Still, not many of the athletes showed concern about their bones prior to the study, Hinton recalls. After all, they were all young and fit. "A few that had had fractures were a little more accepting of my hypothesis," Hinton recalls. "The others were like, 'Yeah, whatever, my bones are fine.'"
For these dismissive athletes in particular, Hinton's findings came as a shock. More than one-half of the cyclists, 63 percent, had osteopenia of the spine or hip as compared to 19 percent of the runners. Put another way, the cyclists were seven times more likely to have osteopenia of the spine than runners, despite similar height, weight and body composition between the two groups.
"To be honest, I didn't expect to find that many (cyclists) with osteopenia," Hinton said. "I would expect this in professional cyclists who are very thin and spend 30 hours a week on the bike, but I was surprised to see it in this level of athlete."
After completing the DXA scans, Hinton shared the results in a letter to participants. "The message was, this is not something that you should ignore," Hinton says. "You're at increased risk for low bone density now, and time is just going to magnify that effect, so it's probably a good idea for you to do something about it."
The letter got their attention, and many participants asked how they could counteract their newly discovered osteopenia. One of them was Nathan Means, 35, an assistant professor of biology at Columbia College and an avid cyclist. He said besides the fun, stress relief and cardiovascular benefits exercise provides, doing something good for the whole body is one of the main reasons he's active.
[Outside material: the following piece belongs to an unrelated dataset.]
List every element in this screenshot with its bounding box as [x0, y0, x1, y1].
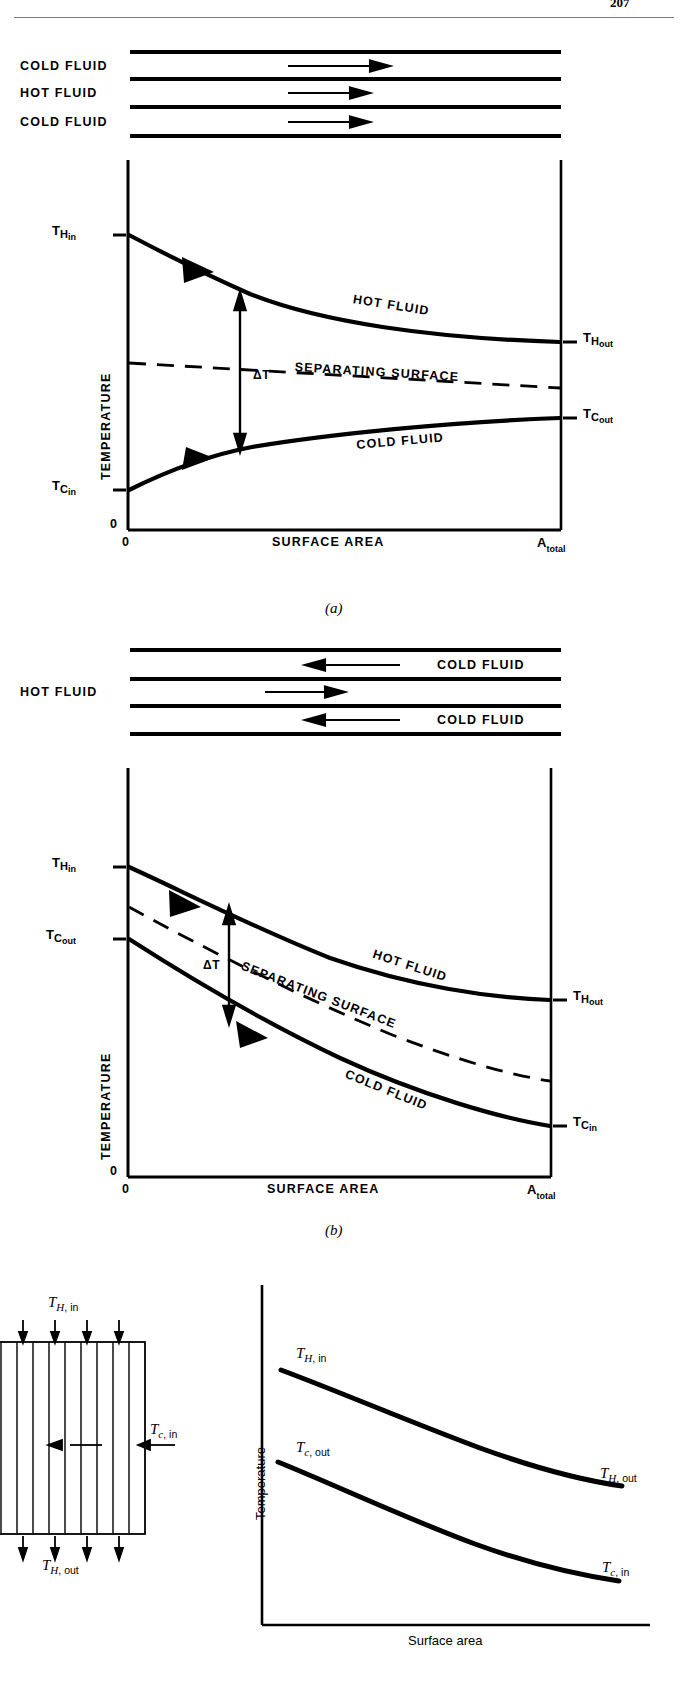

Still, Means says, "You don't want to choose something that will have deleterious effects on your body. I was alarmed. I called Pam up and said 'What do I need to do for mitigation, what can I do to stop it?'"
Hinton told Means and the other at-risk athletes to modify their diet and exercise. Make sure your diet includes sufficient calcium and vitamin D, she advised. These nutritional elements can help stem future bone loss though they won't correct an already existing problem. For that, she said, you need weight-bearing activity on a regular basis.
More generally, Hinton says cyclists should follow the recommendations of the American College of Sports Medicine and the National Strength and Conditioning Coaches' Association. These professional organizations recommend that cyclists incorporate conventional strength training into their existing regimens. Cyclists might also think about incorporating plyometrics -- "explosive" jumping, bounding and hopping exercises -- into their daily workout schedules.
Research has shown, for example, that plyometrics is an effective way to increase bone mass in adolescent women, Hinton says. But she concedes there remains much to learn about how various forms of weight-bearing activity affect mens' bone mass.
"There have been studies in women, especially postmenopausal women, and kids," Hinton says. "But relatively little has been done on the effects of resistance training or plyometrics on bone density in men."
That will change with Hinton's next project, a year-long study to determine which activity, traditional strength training or plyometric exercise, is more beneficial for building bone among men with low bone density. This should allow researchers to make better fitness recommendations, she says.
Means isn't waiting. He has already added plyometric activity to his weekly exercise mix of cycling and yoga. And he now jumps rope about four times a week, for short bursts of time.
"Jumping rope is tough," Means says. "I thought I was in pretty good shape for a fellow my age. And then I started doing this."